13 Feb 2001
For most of Oracle's customers, paying costly licence fees will soon be a thing of the past as the company moves towards offering its software as a chargeable service over the web.
At the Oracle AppsWorld conference in Paris this week, chief marketing officer Mark Jarvis said that he expects to see the new pricing model become a dominant part of Oracle's income.
"In three to four years' time, half of Oracle's revenue will come from software as a service. Every application will become available online," he said.
Sergio Giacoletto, executive vice president of the company's European operations, believes there will be a change in the way Oracle customers pay, moving away from licence fees to regular service charges.
"We believe that over time most software will be delivered as a service. This is the beginning of that movement. There will be more annuity-based business. The question mark is how quickly customers will make that move," he said.
But there is debate within Oracle as to the effect the move will have. "Online services provide an opportunity for companies to begin the transformation to ebusiness. It is not in competition with our licence fee business at all," explained Mark Barrenechea, Oracle's senior vice president of customer relationship management products.
Oracle also announced that the customer support functionality of its ebusiness software is now available on the internet for companies to use free of charge. The service, called support.oracle.com, complements the sales and marketing offering, sales.oracle.com, which was launched in August last year and has gained 200,000 subscribers so far.

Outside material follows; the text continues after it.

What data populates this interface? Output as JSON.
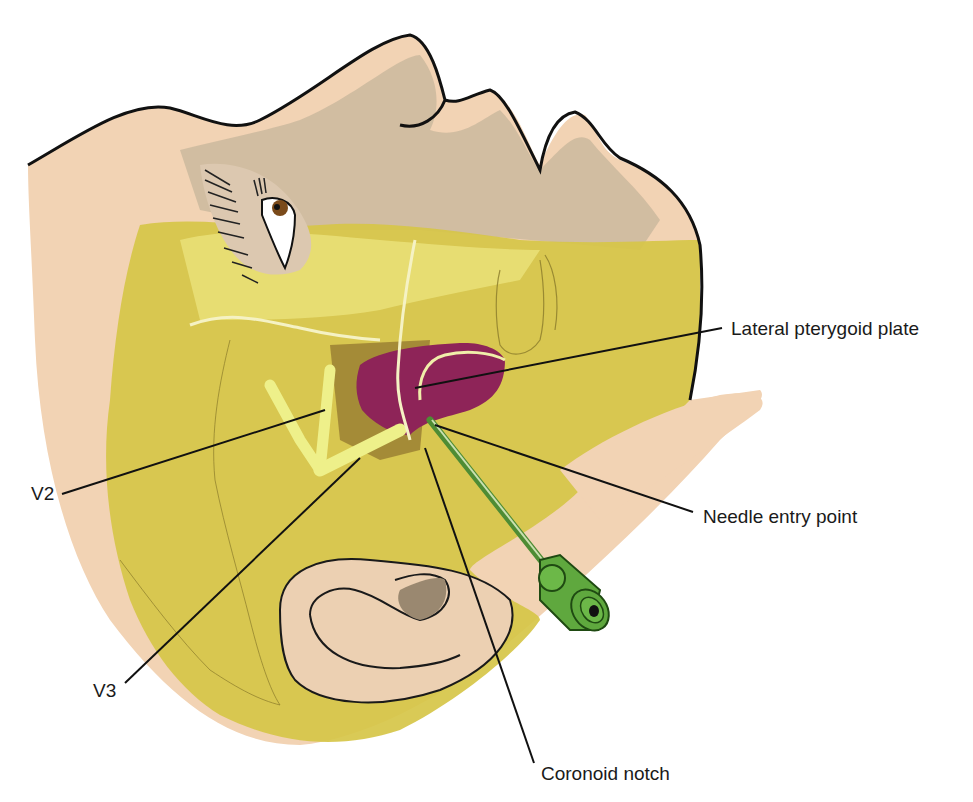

The company expects this to increase to half a million users this year with the addition of the support capability. The basic functionality is provided free, but additional services are chargeable. These online services are separate from BusinessOnline, Oracle's application service provider operation.
The oracle.com website is also being relaunched as a business portal, offering independent news and business services with over 160 different applications that users can personalise to their own requirements.
Companies will increasingly adopt 'software as a service' offerings over the next 18 months, according to Nigel Montgomery, ebusiness research director at analyst AMR Research.
"The economic squeeze will drive the trend," he said. "Companies will not have to purchase software as a capital item. Oracle has seen this opportunity. However, it opens the supplier up to more competition as the software is no longer a balance sheet item."